The sums already spent on medical research are vast: the National Institutes of Health has a budget of $41.7 billion, while the pharmaceutical industry spends over $70 billion annually on research and development. U.S. healthcare costs are over $3 trillion annually, with an additional $550 billion spent on research and development. Over 70 percent of that R&D expenditure comes from the private sector.

So how much funding for science and technology is enough? How are existing funds allocated, and how much is siphoned off for other purposes? In elementary and secondary education, American communities spend vastly more per student than almost all their global counterparts, but the students receive worse outcomes, even as administrative, pension, and health care costs continue to escalate.

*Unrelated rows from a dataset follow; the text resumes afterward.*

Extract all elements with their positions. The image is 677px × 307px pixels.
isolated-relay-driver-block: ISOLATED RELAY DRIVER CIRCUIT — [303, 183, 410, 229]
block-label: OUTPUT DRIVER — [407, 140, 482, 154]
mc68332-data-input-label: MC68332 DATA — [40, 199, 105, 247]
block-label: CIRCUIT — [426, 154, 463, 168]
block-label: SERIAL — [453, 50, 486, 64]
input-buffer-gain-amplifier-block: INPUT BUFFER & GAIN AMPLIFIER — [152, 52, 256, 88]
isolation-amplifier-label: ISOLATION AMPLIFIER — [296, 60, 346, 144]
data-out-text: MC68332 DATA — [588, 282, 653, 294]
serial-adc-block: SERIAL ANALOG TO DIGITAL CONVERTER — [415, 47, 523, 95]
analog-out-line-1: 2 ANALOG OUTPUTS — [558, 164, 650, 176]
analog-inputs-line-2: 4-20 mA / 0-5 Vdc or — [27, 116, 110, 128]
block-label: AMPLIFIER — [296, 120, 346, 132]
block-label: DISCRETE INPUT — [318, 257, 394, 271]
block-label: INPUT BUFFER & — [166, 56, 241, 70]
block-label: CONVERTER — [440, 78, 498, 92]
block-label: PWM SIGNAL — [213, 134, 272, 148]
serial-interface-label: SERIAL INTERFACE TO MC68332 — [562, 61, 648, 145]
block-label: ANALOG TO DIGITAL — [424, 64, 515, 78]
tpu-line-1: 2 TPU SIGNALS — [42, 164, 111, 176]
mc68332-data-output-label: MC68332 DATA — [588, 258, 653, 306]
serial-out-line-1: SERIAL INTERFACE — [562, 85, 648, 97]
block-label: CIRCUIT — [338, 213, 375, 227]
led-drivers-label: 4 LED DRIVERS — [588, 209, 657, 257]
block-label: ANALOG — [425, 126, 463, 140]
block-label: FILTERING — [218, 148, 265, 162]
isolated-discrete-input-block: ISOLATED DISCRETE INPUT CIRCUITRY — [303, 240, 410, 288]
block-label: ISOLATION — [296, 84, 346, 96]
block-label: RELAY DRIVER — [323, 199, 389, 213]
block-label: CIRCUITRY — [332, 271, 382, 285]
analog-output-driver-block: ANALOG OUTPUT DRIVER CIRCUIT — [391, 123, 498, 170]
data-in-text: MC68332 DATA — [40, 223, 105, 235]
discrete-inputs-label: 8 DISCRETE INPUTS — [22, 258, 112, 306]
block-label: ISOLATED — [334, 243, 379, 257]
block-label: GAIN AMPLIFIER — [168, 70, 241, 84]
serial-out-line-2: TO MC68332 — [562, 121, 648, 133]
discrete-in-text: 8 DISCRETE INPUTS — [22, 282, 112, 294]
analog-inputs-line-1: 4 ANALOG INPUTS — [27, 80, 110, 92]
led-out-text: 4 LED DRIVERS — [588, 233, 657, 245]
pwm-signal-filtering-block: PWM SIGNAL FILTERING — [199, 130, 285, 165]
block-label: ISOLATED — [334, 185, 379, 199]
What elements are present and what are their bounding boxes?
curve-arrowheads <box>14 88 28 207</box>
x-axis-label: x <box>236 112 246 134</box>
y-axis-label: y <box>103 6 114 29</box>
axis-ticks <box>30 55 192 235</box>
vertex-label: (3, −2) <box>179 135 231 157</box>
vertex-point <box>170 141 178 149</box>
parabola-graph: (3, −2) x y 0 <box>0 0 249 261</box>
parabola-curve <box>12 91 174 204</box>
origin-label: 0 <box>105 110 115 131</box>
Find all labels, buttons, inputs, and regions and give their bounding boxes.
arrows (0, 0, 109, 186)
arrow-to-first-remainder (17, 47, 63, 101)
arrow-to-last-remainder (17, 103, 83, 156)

One of the most tangible effects of vast federal funding to higher education over the past decades has been an even faster rise in tuition, around 8 percent per year, far exceeding the rate of inflation, as institutions extract dollars directly from students and their families and through government-backed loans. Outstanding loans to students total some $1.6 trillion. Among the costs of these massive debts are dramatic drops in the formation of families and purchases of homes by at least one generation of citizens.

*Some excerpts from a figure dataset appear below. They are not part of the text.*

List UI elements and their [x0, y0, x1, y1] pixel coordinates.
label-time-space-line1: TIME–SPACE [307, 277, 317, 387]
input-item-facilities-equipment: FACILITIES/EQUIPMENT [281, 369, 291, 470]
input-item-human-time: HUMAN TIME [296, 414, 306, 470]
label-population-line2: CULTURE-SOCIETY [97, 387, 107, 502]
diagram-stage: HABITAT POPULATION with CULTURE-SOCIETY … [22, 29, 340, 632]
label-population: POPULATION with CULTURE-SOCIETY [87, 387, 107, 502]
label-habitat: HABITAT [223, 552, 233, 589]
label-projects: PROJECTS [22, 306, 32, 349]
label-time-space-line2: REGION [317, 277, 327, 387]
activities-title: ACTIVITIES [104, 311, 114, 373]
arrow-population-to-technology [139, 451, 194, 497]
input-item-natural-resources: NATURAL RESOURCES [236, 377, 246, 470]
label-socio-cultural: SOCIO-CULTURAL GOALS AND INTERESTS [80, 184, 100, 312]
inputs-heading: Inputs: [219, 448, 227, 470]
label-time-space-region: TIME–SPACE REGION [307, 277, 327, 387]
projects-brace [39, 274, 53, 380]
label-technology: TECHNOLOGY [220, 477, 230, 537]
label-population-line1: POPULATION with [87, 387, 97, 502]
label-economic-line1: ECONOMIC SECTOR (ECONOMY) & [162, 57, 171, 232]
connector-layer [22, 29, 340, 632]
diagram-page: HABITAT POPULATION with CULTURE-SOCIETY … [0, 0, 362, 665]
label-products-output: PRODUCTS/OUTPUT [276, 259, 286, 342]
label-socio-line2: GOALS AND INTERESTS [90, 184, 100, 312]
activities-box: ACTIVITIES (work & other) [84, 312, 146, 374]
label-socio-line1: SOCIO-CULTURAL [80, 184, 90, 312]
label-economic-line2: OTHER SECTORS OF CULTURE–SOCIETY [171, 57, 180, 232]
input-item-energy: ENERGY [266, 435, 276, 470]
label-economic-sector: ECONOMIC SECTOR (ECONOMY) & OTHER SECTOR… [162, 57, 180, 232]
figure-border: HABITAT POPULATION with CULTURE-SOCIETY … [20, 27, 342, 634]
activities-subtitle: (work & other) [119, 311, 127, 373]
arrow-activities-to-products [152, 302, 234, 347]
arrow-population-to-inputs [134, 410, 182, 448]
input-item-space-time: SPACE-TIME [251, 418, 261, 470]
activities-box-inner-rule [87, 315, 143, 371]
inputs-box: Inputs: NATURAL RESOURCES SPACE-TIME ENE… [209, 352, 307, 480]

Another more recent dysfunctional higher education phenomenon is the rapid growth of a vast managerial stratum devoted to “diversity” and “inclusion” that already extracts tens if not hundreds of millions of dollars from college and university budgets. It is vital to keep any additional money out of the hands of this grievance industry.

In short, there is little reason to think already well-funded institutions that should be directly responsible for improving science and technology education—some of which are teetering on collapse as a result of pandemic-related interruptions to their cash flow—would do so effectively.

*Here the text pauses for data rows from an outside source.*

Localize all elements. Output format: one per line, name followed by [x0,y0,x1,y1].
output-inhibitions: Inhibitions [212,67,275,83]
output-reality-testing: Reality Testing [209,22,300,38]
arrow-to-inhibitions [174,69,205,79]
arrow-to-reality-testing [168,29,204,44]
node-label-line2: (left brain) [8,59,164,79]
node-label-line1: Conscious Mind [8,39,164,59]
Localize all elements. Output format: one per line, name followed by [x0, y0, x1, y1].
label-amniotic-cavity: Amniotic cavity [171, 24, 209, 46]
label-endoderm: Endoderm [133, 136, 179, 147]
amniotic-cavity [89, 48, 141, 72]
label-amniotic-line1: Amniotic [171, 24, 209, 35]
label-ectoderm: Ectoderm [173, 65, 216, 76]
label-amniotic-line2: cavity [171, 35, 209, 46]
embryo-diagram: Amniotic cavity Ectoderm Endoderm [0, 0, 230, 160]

Perhaps the root of the problem is a culture that takes science and technology for granted, where inculcating self-regard is more important than understanding how the world works, where displays of moralistic posturing are rated higher than examples of intellectual rigor, and where it is the norm to rely on streams of non-Americans, from graduate students to farm workers, to undertake the basic work on which society is founded. Among other things, this culture of risk aversion and intellectual laxity is the product of many decades of foundering leadership that equated throwing money at problems as success.

Like so many tragedies, the coronavirus pandemic offers clarity regarding the failings of institutions and leadership—from the World Health Organization, which has been revealed to be a dishonest Chinese franchise, to local police and governors in free countries acting out dictatorial fantasies in the name of protection. Educational institutions should be examined with similar ruthlessness. But like so much-needed change, the call must come from below.

The problems of complacency, greed, and pettiness are fundamentally human questions of character and courage. Rather than place further blind faith in “experts” and institutions, we should be looking carefully at who is providing real leadership and new ideas, as well as cultivating true character and courage within ourselves.

Alex Joffe is a Shillman-Ingerman Fellow at the Middle East Forum and a senior non-resident scholar at the BESA Center.